Joanne Roach (00:14)
Hello and welcome to the Food for Kids podcast. I'm Joanne from the Foodies. This episode is going out on Easter Monday. So if you celebrate or you have family and friends who join in with Easter traditions, then you'll probably be knee deep in chocolate about now. But hopefully you'll also be planning or have been doing some nice family things together. So I'm not going to put out a full length episode today. So this is just a quick episode
to wish you a lovely bank holiday and to give you a quick reminder that you don't need to be stressed or feel bad or any kind of way if your child is eating more chocolate than usual over the next few days. Children love chocolate for the same reasons we do, it's tasty and fun and them wanting to eat a lot of it in one go doesn't mean they have an issue with sweet things, they won't have a bad relationship with food just because sometimes in the year they have a big batch of any one kind of food.
Easter chocolate is part of a tradition and a celebration and it doesn't need to be couched in terms of being some rare special treat needs to be rationed.
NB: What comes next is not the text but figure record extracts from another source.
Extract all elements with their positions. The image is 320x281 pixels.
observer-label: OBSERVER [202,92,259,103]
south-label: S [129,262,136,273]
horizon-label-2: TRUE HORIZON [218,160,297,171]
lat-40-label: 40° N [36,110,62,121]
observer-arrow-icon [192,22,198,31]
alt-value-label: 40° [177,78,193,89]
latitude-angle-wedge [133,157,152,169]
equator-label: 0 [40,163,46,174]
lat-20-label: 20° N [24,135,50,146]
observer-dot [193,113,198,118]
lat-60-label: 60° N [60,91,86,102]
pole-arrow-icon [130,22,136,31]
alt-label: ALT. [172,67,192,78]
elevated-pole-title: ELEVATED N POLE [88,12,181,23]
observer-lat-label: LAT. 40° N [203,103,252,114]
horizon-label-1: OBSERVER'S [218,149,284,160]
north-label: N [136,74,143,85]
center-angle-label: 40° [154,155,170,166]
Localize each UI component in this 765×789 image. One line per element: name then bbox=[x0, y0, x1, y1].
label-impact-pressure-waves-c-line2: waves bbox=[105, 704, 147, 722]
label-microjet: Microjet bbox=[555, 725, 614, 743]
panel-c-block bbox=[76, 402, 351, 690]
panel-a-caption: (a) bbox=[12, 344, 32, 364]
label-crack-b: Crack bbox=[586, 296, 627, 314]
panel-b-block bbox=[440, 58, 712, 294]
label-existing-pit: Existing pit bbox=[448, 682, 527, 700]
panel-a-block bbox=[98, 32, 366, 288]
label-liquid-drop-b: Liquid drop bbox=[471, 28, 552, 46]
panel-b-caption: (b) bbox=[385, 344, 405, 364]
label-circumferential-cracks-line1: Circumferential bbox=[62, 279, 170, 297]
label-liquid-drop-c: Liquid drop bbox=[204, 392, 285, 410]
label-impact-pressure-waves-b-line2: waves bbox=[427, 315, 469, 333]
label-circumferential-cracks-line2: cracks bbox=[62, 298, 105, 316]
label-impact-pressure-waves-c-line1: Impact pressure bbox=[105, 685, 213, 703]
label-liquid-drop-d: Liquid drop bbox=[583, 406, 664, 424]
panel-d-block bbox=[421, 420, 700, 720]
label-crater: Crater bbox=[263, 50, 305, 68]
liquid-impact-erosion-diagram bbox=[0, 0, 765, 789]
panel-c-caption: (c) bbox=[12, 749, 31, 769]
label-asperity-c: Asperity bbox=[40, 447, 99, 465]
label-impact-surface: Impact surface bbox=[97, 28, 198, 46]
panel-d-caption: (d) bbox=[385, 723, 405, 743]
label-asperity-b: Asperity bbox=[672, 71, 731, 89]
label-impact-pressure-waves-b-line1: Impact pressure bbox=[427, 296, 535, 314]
This can just put it on a pedestal for them and can have the unintended consequence of making them think it will be scarce at other times so that they need to eat as much of it as they can while it is available. So just enjoy the lovely foods over Easter, all the foods, the family dinner together, the hot cross buns and yes the Easter eggs.
and let your child exercise a little choice over how much they eat during the celebrations, even if that's more than they normally would eat. Then after the Easter weekend is over tomorrow, you can include their leftover chocolates alongside other foods like their meals and snacks, because at the end of the day, chocolates are just foods like other foods are. And that way you're not making them hyper special or conditional, they're just tasty foods that we enjoy as part of a balanced diet.
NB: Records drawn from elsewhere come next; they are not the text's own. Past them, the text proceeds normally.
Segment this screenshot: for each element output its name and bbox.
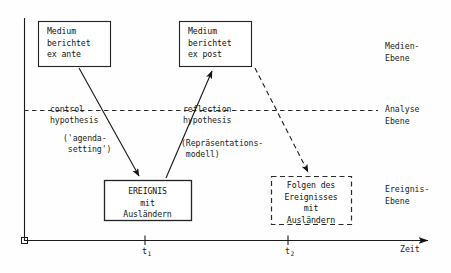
level-label-analyse-ebene: Analyse Ebene [385, 104, 420, 127]
annotation-reflection-hypothesis: reflection hypothesis [183, 104, 231, 127]
annotation-agenda-setting: ('agenda- setting') [63, 133, 111, 156]
level-label-ereignis-ebene: Ereignis- Ebene [385, 184, 429, 207]
axis-label-zeit: Zeit [400, 244, 420, 256]
level-label-medien-ebene: Medien- Ebene [385, 41, 420, 64]
box-folgen-text: Folgen des Ereignisses mit Ausländern [271, 180, 351, 226]
box-medium-ex-ante-text: Medium berichtet ex ante [47, 26, 90, 61]
axis-tick-label-t1: t1 [142, 246, 151, 256]
annotation-repraesentationsmodell: (Repräsentations- modell) [181, 138, 263, 161]
diagram-canvas: Medium berichtet ex ante Medium berichte… [0, 0, 451, 273]
t1-subscript: 1 [147, 250, 151, 257]
axis-tick-label-t2: t2 [285, 246, 294, 256]
box-ereignis-text: EREIGNIS mit Ausländern [104, 186, 191, 221]
box-medium-ex-post-text: Medium berichtet ex post [188, 26, 231, 61]
annotation-control-hypothesis: control hypothesis [50, 104, 98, 127]
t2-subscript: 2 [290, 250, 294, 257]
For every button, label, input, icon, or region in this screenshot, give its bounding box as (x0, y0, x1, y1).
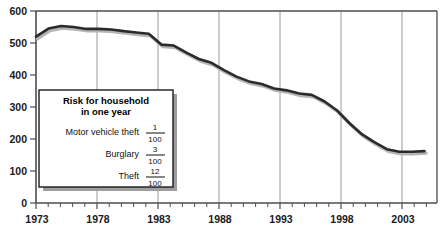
legend-denominator-burglary: 100 (148, 157, 162, 166)
figure-caption (0, 230, 447, 237)
x-tick-label-1983: 1983 (147, 213, 171, 225)
x-tick-label-1993: 1993 (269, 213, 293, 225)
y-tick-label-300: 300 (9, 101, 27, 113)
x-tick-label-2003: 2003 (391, 213, 415, 225)
y-axis-ticks (30, 11, 36, 203)
y-tick-label-500: 500 (9, 37, 27, 49)
legend-denominator-theft: 100 (148, 179, 162, 188)
x-tick-label-1973: 1973 (25, 213, 49, 225)
x-tick-label-1988: 1988 (208, 213, 232, 225)
x-tick-label-1998: 1998 (330, 213, 354, 225)
legend-denominator-motor-vehicle-theft: 100 (148, 135, 162, 144)
legend-title-line1: Risk for household (63, 95, 149, 106)
x-axis-major-ticks (36, 203, 402, 209)
legend-title-line2: in one year (81, 106, 131, 117)
legend-label-theft: Theft (118, 171, 139, 181)
y-tick-label-400: 400 (9, 69, 27, 81)
legend-numerator-motor-vehicle-theft: 1 (153, 123, 158, 132)
legend-numerator-burglary: 3 (153, 145, 158, 154)
x-tick-label-1978: 1978 (86, 213, 110, 225)
line-chart: 600 500 400 300 200 100 0 (0, 0, 447, 237)
legend-box: Risk for household in one year Motor veh… (39, 90, 177, 191)
y-tick-label-100: 100 (9, 165, 27, 177)
legend-label-motor-vehicle-theft: Motor vehicle theft (65, 127, 139, 137)
y-tick-label-600: 600 (9, 5, 27, 17)
y-tick-label-200: 200 (9, 133, 27, 145)
legend-numerator-theft: 12 (151, 167, 160, 176)
chart-figure: 600 500 400 300 200 100 0 (0, 0, 447, 237)
legend-label-burglary: Burglary (105, 149, 139, 159)
y-tick-label-0: 0 (21, 197, 27, 209)
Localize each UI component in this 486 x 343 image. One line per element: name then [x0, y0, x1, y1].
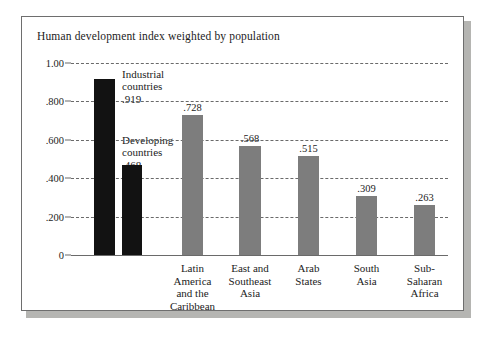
y-tick-mark — [65, 216, 71, 217]
bar-value-sub-saharan-africa: .263 — [415, 192, 433, 203]
category-label-line: Caribbean — [155, 300, 231, 313]
category-label-line: Asia — [212, 287, 288, 300]
axis-baseline — [71, 255, 448, 256]
gridline-.800 — [71, 101, 448, 102]
y-tick-mark — [65, 101, 71, 102]
category-label-sub-saharan-africa: Sub-SaharanAfrica — [387, 262, 463, 300]
bar-value-latin-america-and-the-caribbean: .728 — [183, 102, 201, 113]
callout-industrial-line2: countries — [122, 80, 164, 92]
bar-developing-countries[interactable] — [122, 165, 142, 255]
y-tick-label-.600: .600 — [46, 134, 64, 145]
y-tick-mark — [65, 178, 71, 179]
y-tick-label-.200: .200 — [46, 211, 64, 222]
bar-east-and-southeast-asia[interactable]: .568East andSoutheastAsia — [239, 146, 261, 255]
category-label-line: Saharan — [387, 275, 463, 288]
y-tick-mark — [65, 63, 71, 64]
chart-figure: Human development index weighted by popu… — [0, 0, 486, 343]
bar-value-arab-states: .515 — [299, 143, 317, 154]
y-tick-mark — [65, 139, 71, 140]
gridline-1.00 — [71, 63, 448, 64]
bar-value-east-and-southeast-asia: .568 — [241, 133, 259, 144]
category-label-line: Sub- — [387, 262, 463, 275]
y-tick-label-.400: .400 — [46, 173, 64, 184]
chart-panel: Human development index weighted by popu… — [21, 16, 464, 311]
bar-sub-saharan-africa[interactable]: .263Sub-SaharanAfrica — [414, 205, 435, 255]
y-tick-label-.800: .800 — [46, 96, 64, 107]
y-tick-label-0: 0 — [59, 250, 64, 261]
bar-south-asia[interactable]: .309SouthAsia — [356, 196, 377, 255]
plot-area: Industrial countries .919 Developing cou… — [71, 63, 448, 255]
bar-arab-states[interactable]: .515ArabStates — [298, 156, 319, 255]
bar-industrial-countries[interactable] — [94, 79, 115, 255]
callout-developing-line2: countries — [122, 146, 173, 158]
gridline-.600 — [71, 140, 448, 141]
bar-value-south-asia: .309 — [357, 183, 375, 194]
bar-latin-america-and-the-caribbean[interactable]: .728LatinAmericaand theCaribbean — [182, 115, 203, 255]
y-tick-label-1.00: 1.00 — [46, 58, 64, 69]
y-tick-mark — [65, 255, 71, 256]
callout-industrial-value: .919 — [122, 93, 164, 105]
category-label-line: Africa — [387, 287, 463, 300]
chart-title: Human development index weighted by popu… — [37, 30, 280, 42]
callout-industrial-line1: Industrial — [122, 68, 164, 80]
callout-industrial-countries: Industrial countries .919 — [122, 68, 164, 105]
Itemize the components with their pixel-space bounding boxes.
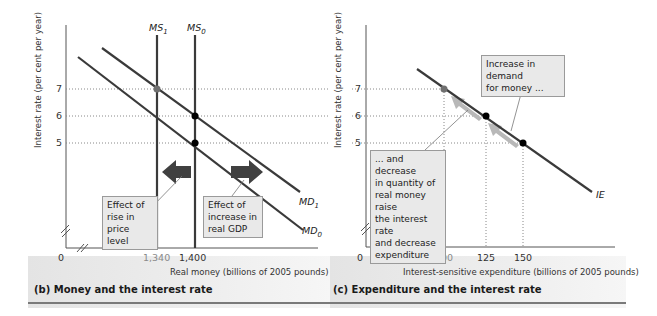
panel-b-axes bbox=[61, 25, 318, 252]
panel-c-y-axis-label: Interest rate (per cent per year) bbox=[333, 12, 343, 148]
movement-arrow-lower-icon bbox=[488, 123, 519, 148]
panel-c-y-tick-6: 6 bbox=[355, 110, 361, 121]
equilibrium-point-ms0-md0 bbox=[192, 140, 199, 147]
panel-c-x-tick-150: 150 bbox=[514, 252, 532, 263]
panel-b-x-tick-origin: 0 bbox=[58, 252, 64, 263]
equilibrium-point-ms1-md1 bbox=[154, 86, 161, 93]
point-100-7 bbox=[441, 86, 448, 93]
ms0-label: MS0 bbox=[187, 22, 206, 36]
ms1-label: MS1 bbox=[149, 22, 168, 36]
movement-arrow-upper-icon bbox=[451, 96, 482, 121]
panel-b-y-tick-7: 7 bbox=[56, 83, 62, 94]
price-level-note: Effect of rise in price level bbox=[102, 196, 158, 250]
real-gdp-leader-line bbox=[232, 180, 244, 196]
panel-c-x-axis-label: Interest-sensitive expenditure (billions… bbox=[403, 267, 639, 277]
panel-c-x-tick-125: 125 bbox=[477, 252, 495, 263]
ie-label: IE bbox=[596, 189, 605, 200]
point-150-5 bbox=[520, 140, 527, 147]
panel-b-y-axis-label: Interest rate (per cent per year) bbox=[33, 12, 43, 148]
panel-b-x-tick-1340: 1,340 bbox=[143, 252, 170, 263]
md1-curve bbox=[102, 48, 300, 192]
panel-b-y-tick-6: 6 bbox=[56, 110, 62, 121]
decrease-leader-line bbox=[425, 110, 468, 150]
panel-c-x-tick-origin: 0 bbox=[357, 252, 363, 263]
panel-c-y-tick-5: 5 bbox=[355, 137, 361, 148]
md1-label: MD1 bbox=[299, 196, 319, 210]
md0-label: MD0 bbox=[302, 225, 322, 239]
point-125-6 bbox=[483, 113, 490, 120]
panel-b-y-tick-5: 5 bbox=[56, 137, 62, 148]
panel-b-x-tick-1400: 1,400 bbox=[179, 252, 206, 263]
real-gdp-note: Effect of increase in real GDP bbox=[203, 196, 263, 238]
panel-b-x-axis-label: Real money (billions of 2005 pounds) bbox=[170, 267, 328, 277]
panel-b-caption: (b) Money and the interest rate bbox=[34, 284, 212, 295]
left-shift-arrow-icon bbox=[162, 160, 191, 184]
panel-c-y-tick-7: 7 bbox=[355, 83, 361, 94]
right-shift-arrow-icon bbox=[231, 160, 263, 184]
decrease-note: ... and decrease in quantity of real mon… bbox=[370, 150, 446, 264]
panel-c-caption: (c) Expenditure and the interest rate bbox=[333, 284, 542, 295]
equilibrium-point-ms0-md1 bbox=[192, 113, 199, 120]
demand-note: Increase in demand for money ... bbox=[481, 55, 565, 97]
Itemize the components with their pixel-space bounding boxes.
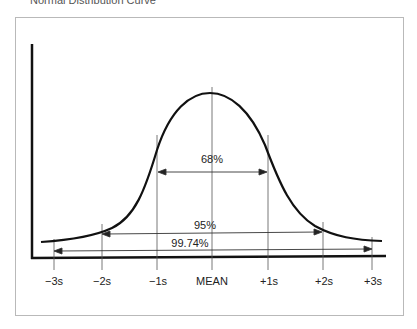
tick-minus-3s: −3s [45,275,63,287]
label-95: 95% [194,219,216,231]
tick-minus-1s: −1s [149,275,167,287]
tick-mean: MEAN [196,275,228,287]
label-9974: 99.74% [171,237,208,249]
x-axis [31,256,386,258]
tick-plus-2s: +2s [315,275,333,287]
sigma-lines [54,87,372,270]
label-68: 68% [201,153,223,165]
tick-minus-2s: −2s [93,275,111,287]
tick-plus-3s: +3s [364,275,382,287]
tick-plus-1s: +1s [260,275,278,287]
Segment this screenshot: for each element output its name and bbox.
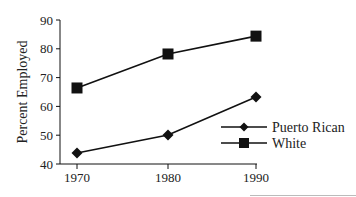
diamond-marker-icon: [240, 123, 249, 132]
series-layer: [72, 31, 262, 159]
x-tick-label: 1980: [155, 170, 181, 185]
legend-item-puerto-rican: Puerto Rican: [221, 120, 345, 135]
diamond-marker-icon: [72, 148, 83, 159]
y-tick-label: 80: [40, 41, 53, 56]
legend: Puerto Rican White: [221, 120, 345, 151]
series-line: [77, 97, 256, 153]
line-chart: 405060708090 197019801990 Percent Employ…: [0, 0, 356, 197]
legend-label: Puerto Rican: [272, 120, 345, 135]
legend-item-white: White: [221, 136, 306, 151]
x-tick-label: 1990: [243, 170, 269, 185]
series-white: [72, 31, 262, 94]
square-marker-icon: [239, 138, 249, 148]
y-tick-label: 50: [40, 128, 53, 143]
y-tick-label: 40: [40, 157, 53, 172]
square-marker-icon: [251, 31, 262, 42]
diamond-marker-icon: [251, 91, 262, 102]
diamond-marker-icon: [163, 129, 174, 140]
y-axis: 405060708090: [40, 13, 60, 172]
y-tick-label: 60: [40, 99, 53, 114]
x-axis: 197019801990: [60, 164, 269, 185]
series-puerto-rican: [72, 91, 262, 158]
square-marker-icon: [72, 82, 83, 93]
series-line: [77, 36, 256, 88]
y-axis-label: Percent Employed: [15, 40, 30, 143]
square-marker-icon: [163, 48, 174, 59]
legend-label: White: [272, 136, 306, 151]
y-tick-label: 70: [40, 70, 53, 85]
x-tick-label: 1970: [64, 170, 90, 185]
y-tick-label: 90: [40, 13, 53, 28]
But however your family feels comfortable handling the extra influx of chocolate, please do keep an eye both on your own language, but especially on that of visiting friends and relatives about food around your children to protect them from unchallenged messages about good and bad foods or restriction or bodies. If this is something that you find very difficult, I'll link in the show notes to episode 58, where we talked to Bracha Kopstick about how to handle food talk during holidays and to episode 71, where we talked to Dr. Anna Colton
how to talk to children about food. But in the meantime, for the rest of this long weekend and the school holidays if you're at home with kids, do have a lovely time with lots of people you love, share some delicious foods, hopefully have a bit of rest, but lots of fun and happy eating.